In a scathing decision, a judge dismisses Trump's attempt to countersue rape accuser E. Jean Carroll.
- Former President Donald Trump's attempt to countersue and collect financial damages against author E. Jean Carroll was denied.
- Carroll claims Trump defamed her by claiming she was lying and motivated by money when he claimed she was raped in a New York City department store years ago.
- The Justice Department is attempting to have the United States of America replaced as a defendant in the case, thereby ending the case.
Former President Donald Trump's attempt to countersue and seek financial damages from writer E. Jean Carroll, who accused him of rapping her in a New York City department store years ago, was denied on Friday.
Judge Lewis Kaplan of Manhattan federal court rejected Trump's request, saying there is reasonable cause to suspect it is a delaying ploy by the former president to further block Carroll's defamation action against him.
Trump's proposal smacks of "bad faith," according to Kaplan, who waited 14 months to seek authorization to respond to Carroll's allegations with a countersuit alleging harassment and saying that she is making "baseless" claims.
Carroll's ability to have her allegations heard in court would be jeopardised if the matter was delayed any longer, according to the judge.
Even if Trump were allowed to countersue, he claimed that proving his claims in court would be "futile."
"The record persuades this Court that the defendant's litigation methods, whatever their intended, have caused the case to be delayed to an amount that could have been avoided," Kaplan concluded.
The decision comes as the United States Court of Appeals for the Second Circuit considers an appeal by Trump and the United States Justice Department of an earlier ruling by Kaplan, who prevented the United States government from replacing Trump as a defendant in Carroll's complaint.
If the Justice Department succeeds in its argument, which is predicated on the fact that Trump was president and not a private citizen at the time he made the allegedly defamatory statements about Carroll, Carroll's case will be effectively closed.
That's because the US government might then utilise sovereign immunity to shield itself from legal action.
Carroll filed a defamation lawsuit against Trump in November 2019 after he said she was lying and pursuing a political agenda when she accused him of sexual assault. After an accidental encounter in the store in the mid-1990s, she claimed Trump raped her in a Bergdorf Goodman dressing room in a New York magazine article published in June of that year.
"As the Court observed in its ruling today: a 'characterization of [Donald Trump's] previous and threatened future conduct as dilatory, in bad faith, or unreasonably detrimental would be a bootless exercise," Carroll's lawyer Roberta Kaplan said in an emailed statement about Friday's decision. They are all three, to varied degrees.'"
′′Judge Kaplan went on to say that this matter "might have been tried and determined — one way or the other — many years ago." "My client E. Jean Carroll and I couldn't be more in agreement," said Kaplan, who is unrelated to the judge.
"While we are unhappy with the Court's judgement today," Trump's lawyer Alina Habba wrote in an email, "we enthusiastically look forward to fighting this action and showing at trial that the plaintiff's claims have absolutely no basis in law or fact."
Carroll's complaint was first filed in Manhattan Supreme Court, which is a trial-level court in New York's state judicial system.
While Trump was still in office, the Justice Department waited ten months before requesting that the lawsuit be shifted to U.S. District Court in Manhattan, a federal court, and that the government be substituted for Trump as a defendant.
The move came just a month after a state judge dismissed Trump's assertion that he is immune from private lawsuits, paving the way for him to be forced to produce a DNA sample that could be compared to a stain on Carroll's clothing, which she had saved from that day, and to answer questions under oath.
The Justice Department was immediately precluded from having Trump removed as a defendant by Judge Kaplan.
In October 2020, Kaplan wrote, "The President of the United States is not an employee of the Government within the meaning of the relevant legislation."
"Even if he had been such an employee," Kaplan said at the time, "President Trump's allegedly defamatory statements disparaging Ms. Carroll would not have been within the scope of his employment."
To the surprise of some legal experts, the Biden administration continued to challenge Kaplan's decision, which was first submitted by the Justice Department during the Trump administration.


• Task directions: Could you filter the records below and return each line that holds "over"?

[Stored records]
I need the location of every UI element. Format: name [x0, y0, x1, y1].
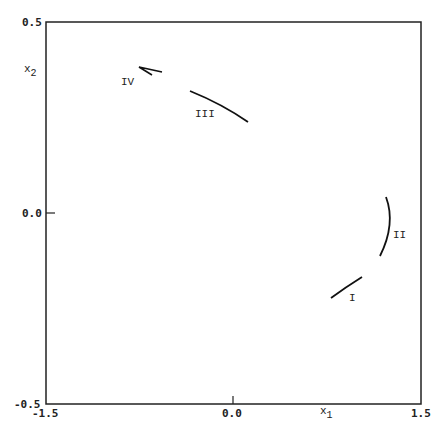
x-axis-label: x1 [320, 405, 333, 421]
label-II: II [393, 229, 406, 241]
label-III: III [195, 108, 215, 120]
label-IV: IV [121, 76, 135, 88]
plot-frame [46, 22, 421, 404]
x-tick-label-right: 1.5 [411, 407, 431, 420]
curve-II [380, 197, 390, 256]
y-tick-label-mid: 0.0 [22, 207, 42, 220]
phase-plot: 0.5 0.0 -0.5 -1.5 0.0 1.5 x2 x1 I II III… [0, 0, 446, 436]
y-tick-label-top: 0.5 [22, 16, 42, 29]
y-axis-label: x2 [24, 63, 37, 79]
label-I: I [349, 292, 356, 304]
x-tick-label-left: -1.5 [32, 407, 59, 420]
x-tick-label-mid: 0.0 [222, 407, 242, 420]
curve-IV [139, 67, 162, 75]
curve-I [331, 277, 362, 298]
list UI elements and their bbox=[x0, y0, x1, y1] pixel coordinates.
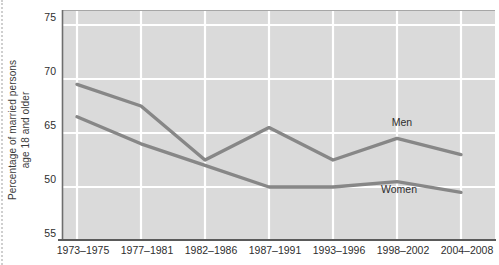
page-edge-dotted-line bbox=[1, 0, 3, 265]
y-axis-title: Percentage of married persons age 18 and… bbox=[7, 44, 33, 216]
x-tick-label: 1982–1986 bbox=[185, 244, 238, 256]
x-tick-label: 1998–2002 bbox=[377, 244, 430, 256]
y-axis-title-line2: age 18 and older bbox=[20, 44, 33, 216]
plot-area bbox=[62, 10, 495, 241]
x-tick-label: 1993–1996 bbox=[313, 244, 366, 256]
figure: Percentage of married persons age 18 and… bbox=[0, 0, 499, 265]
y-axis-title-line1: Percentage of married persons bbox=[7, 44, 20, 216]
y-tick-label: 50 bbox=[44, 173, 56, 185]
y-tick-label: 65 bbox=[44, 119, 56, 131]
y-tick-label: 70 bbox=[44, 65, 56, 77]
x-tick-label: 1977–1981 bbox=[121, 244, 174, 256]
x-tick-label: 1987–1991 bbox=[249, 244, 302, 256]
y-tick-label: 75 bbox=[44, 11, 56, 23]
y-tick-label: 55 bbox=[44, 227, 56, 239]
x-tick-label: 1973–1975 bbox=[57, 244, 110, 256]
line-chart: 75706550551973–19751977–19811982–1986198… bbox=[0, 0, 499, 265]
series-label-women: Women bbox=[381, 183, 417, 195]
x-tick-label: 2004–2008 bbox=[441, 244, 494, 256]
series-label-men: Men bbox=[392, 116, 413, 128]
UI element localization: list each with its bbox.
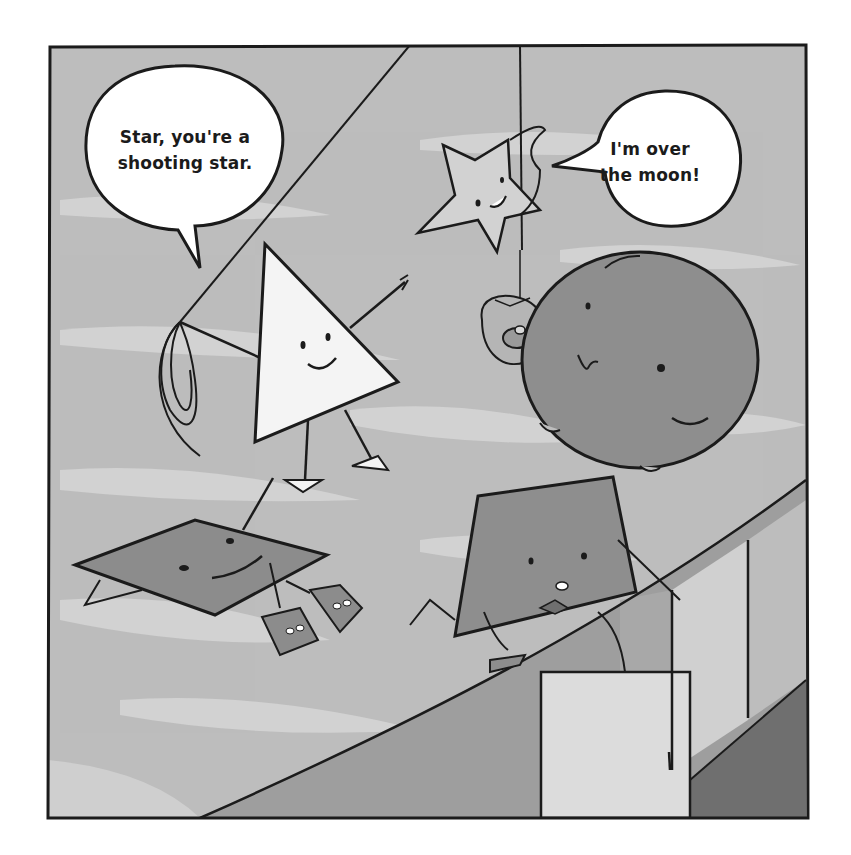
speech-line: shooting star.	[100, 150, 270, 176]
speech-line: Star, you're a	[100, 124, 270, 150]
speech-text-star: I'm over the moon!	[585, 136, 715, 188]
speech-line: the moon!	[585, 162, 715, 188]
circle-character	[522, 252, 758, 471]
comic-panel-page: Star, you're a shooting star. I'm over t…	[0, 0, 851, 855]
speech-line: I'm over	[585, 136, 715, 162]
speech-text-triangle: Star, you're a shooting star.	[100, 124, 270, 176]
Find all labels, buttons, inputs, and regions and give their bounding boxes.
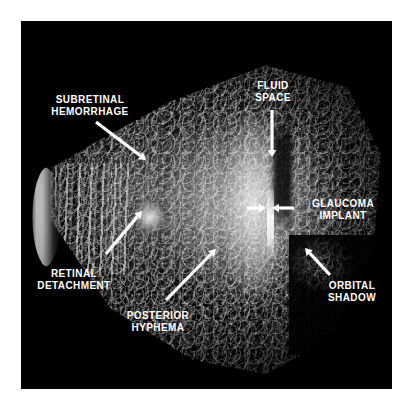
annotation-label-subretinal-hemorrhage: SUBRETINAL HEMORRHAGE	[40, 94, 140, 117]
annotation-label-retinal-detachment: RETINAL DETACHMENT	[22, 268, 126, 291]
ultrasound-figure: SUBRETINAL HEMORRHAGEFLUID SPACEGLAUCOMA…	[0, 0, 413, 410]
annotation-label-layer: SUBRETINAL HEMORRHAGEFLUID SPACEGLAUCOMA…	[0, 0, 413, 410]
annotation-label-orbital-shadow: ORBITAL SHADOW	[312, 280, 392, 303]
annotation-label-fluid-space: FLUID SPACE	[243, 80, 303, 103]
annotation-label-posterior-hyphema: POSTERIOR HYPHEMA	[110, 310, 206, 333]
annotation-label-glaucoma-implant: GLAUCOMA IMPLANT	[300, 198, 386, 221]
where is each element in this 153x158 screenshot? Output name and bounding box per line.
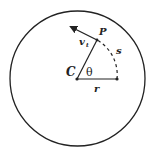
label-s: s [116,45,122,56]
end-dot [115,77,118,80]
arc-s-dashed [97,40,117,79]
label-p: P [98,26,107,37]
label-theta: θ [86,66,93,79]
point-p-dot [96,39,99,42]
label-r: r [94,83,100,94]
circular-motion-diagram: C P v t s θ r [0,0,153,158]
label-v: v [79,36,85,47]
label-v-sub: t [86,41,89,48]
label-c: C [66,65,76,79]
diagram: C P v t s θ r [0,0,153,158]
center-dot [75,77,78,80]
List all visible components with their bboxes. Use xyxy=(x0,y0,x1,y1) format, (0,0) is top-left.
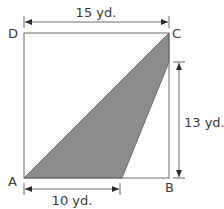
vertex-label-c: C xyxy=(172,26,181,41)
geometry-diagram: D C A B 15 yd. 13 yd. 10 yd. xyxy=(0,0,224,209)
top-dimension-label: 15 yd. xyxy=(76,5,117,20)
vertex-label-b: B xyxy=(165,180,174,195)
vertex-label-a: A xyxy=(8,174,17,189)
bottom-dimension-label: 10 yd. xyxy=(52,193,93,208)
vertex-label-d: D xyxy=(8,26,18,41)
shaded-region xyxy=(24,33,169,178)
right-dimension-label: 13 yd. xyxy=(184,115,224,130)
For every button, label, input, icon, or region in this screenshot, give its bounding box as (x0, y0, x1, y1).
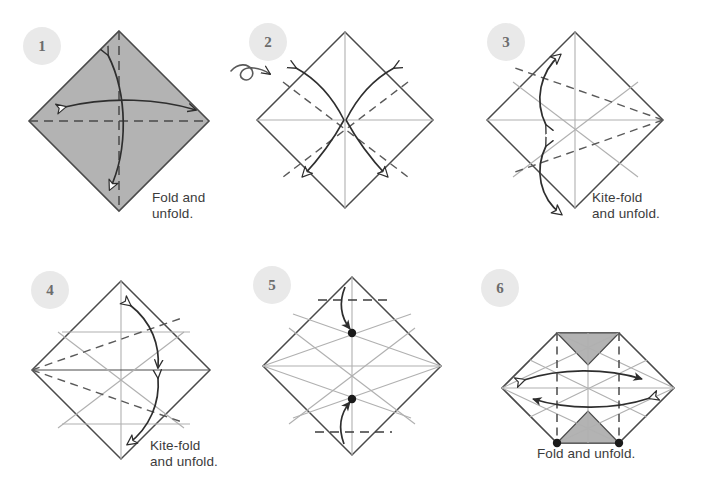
step-1-badge (23, 27, 61, 65)
step-6-figure (481, 269, 674, 447)
step-3-figure (487, 23, 663, 214)
step-2-badge (249, 23, 287, 61)
step-5-badge (253, 266, 291, 304)
step-4-badge (31, 271, 69, 309)
step-5-figure (253, 266, 441, 455)
reference-dot-bottom (348, 395, 356, 403)
step-1-figure (23, 27, 209, 211)
turn-over-arrow-icon (231, 65, 270, 80)
reference-dot-top (348, 329, 356, 337)
step-6-badge (481, 269, 519, 307)
origami-diagram-sheet (0, 0, 702, 487)
step-2-figure (249, 23, 433, 208)
step-6-caption: Fold and unfold. (537, 446, 635, 462)
step-4-caption: Kite-fold and unfold. (150, 438, 218, 470)
step-1-caption: Fold and unfold. (152, 190, 205, 222)
step-3-badge (487, 23, 525, 61)
step-3-caption: Kite-fold and unfold. (592, 190, 660, 222)
step-4-figure (31, 271, 210, 459)
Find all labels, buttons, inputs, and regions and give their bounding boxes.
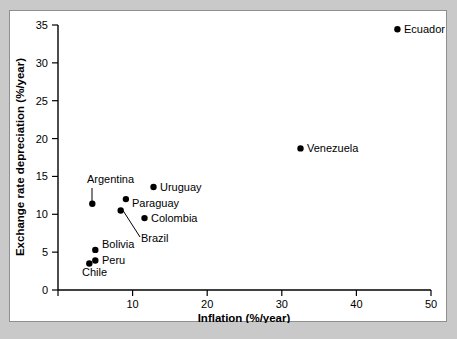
point-label-uruguay: Uruguay bbox=[160, 181, 202, 193]
data-point-paraguay[interactable] bbox=[123, 196, 129, 202]
data-point-argentina[interactable] bbox=[89, 201, 95, 207]
y-tick-label-15: 15 bbox=[36, 170, 48, 182]
leader-line-brazil bbox=[123, 211, 140, 238]
point-label-brazil: Brazil bbox=[141, 232, 169, 244]
y-tick-label-5: 5 bbox=[42, 246, 48, 258]
y-axis-title: Exchange rate depreciation (%/year) bbox=[14, 58, 26, 256]
x-tick-label-50: 50 bbox=[425, 298, 437, 310]
point-label-argentina: Argentina bbox=[87, 173, 135, 185]
point-label-ecuador: Ecuador bbox=[404, 23, 445, 35]
x-axis-title: Inflation (%/year) bbox=[198, 312, 291, 323]
point-label-bolivia: Bolivia bbox=[102, 238, 135, 250]
point-labels: Ecuador Venezuela Uruguay Paraguay Colom… bbox=[82, 23, 445, 278]
data-point-ecuador[interactable] bbox=[394, 26, 400, 32]
data-point-bolivia[interactable] bbox=[92, 247, 98, 253]
x-tick-label-10: 10 bbox=[126, 298, 138, 310]
point-label-venezuela: Venezuela bbox=[307, 142, 359, 154]
scatter-plot: 35 30 25 20 15 10 5 0 10 20 30 40 bbox=[10, 11, 448, 323]
y-tick-label-0: 0 bbox=[42, 284, 48, 296]
point-label-peru: Peru bbox=[102, 254, 125, 266]
data-point-peru[interactable] bbox=[92, 257, 98, 263]
y-tick-label-10: 10 bbox=[36, 208, 48, 220]
x-axis-ticks: 10 20 30 40 50 bbox=[58, 290, 437, 310]
point-label-paraguay: Paraguay bbox=[132, 197, 180, 209]
point-label-chile: Chile bbox=[82, 266, 107, 278]
data-point-colombia[interactable] bbox=[141, 215, 147, 221]
chart-svg: 35 30 25 20 15 10 5 0 10 20 30 40 bbox=[10, 11, 448, 323]
point-label-colombia: Colombia bbox=[151, 212, 198, 224]
y-tick-label-25: 25 bbox=[36, 95, 48, 107]
figure-panel: 35 30 25 20 15 10 5 0 10 20 30 40 bbox=[9, 10, 447, 322]
x-tick-label-20: 20 bbox=[201, 298, 213, 310]
y-tick-label-35: 35 bbox=[36, 19, 48, 31]
data-point-venezuela[interactable] bbox=[297, 145, 303, 151]
x-tick-label-30: 30 bbox=[276, 298, 288, 310]
y-tick-label-30: 30 bbox=[36, 57, 48, 69]
data-point-uruguay[interactable] bbox=[150, 184, 156, 190]
y-tick-label-20: 20 bbox=[36, 133, 48, 145]
x-tick-label-40: 40 bbox=[350, 298, 362, 310]
data-point-brazil[interactable] bbox=[118, 207, 124, 213]
leader-lines bbox=[92, 188, 140, 237]
y-axis-ticks: 35 30 25 20 15 10 5 0 bbox=[36, 19, 58, 296]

• Your solution:
speech-text-star: I'm over the moon!	[585, 136, 715, 188]
comic-panel-page: Star, you're a shooting star. I'm over t…	[0, 0, 851, 855]
speech-line: I'm over	[585, 136, 715, 162]
turn-over-arrow-icon (231, 65, 270, 80)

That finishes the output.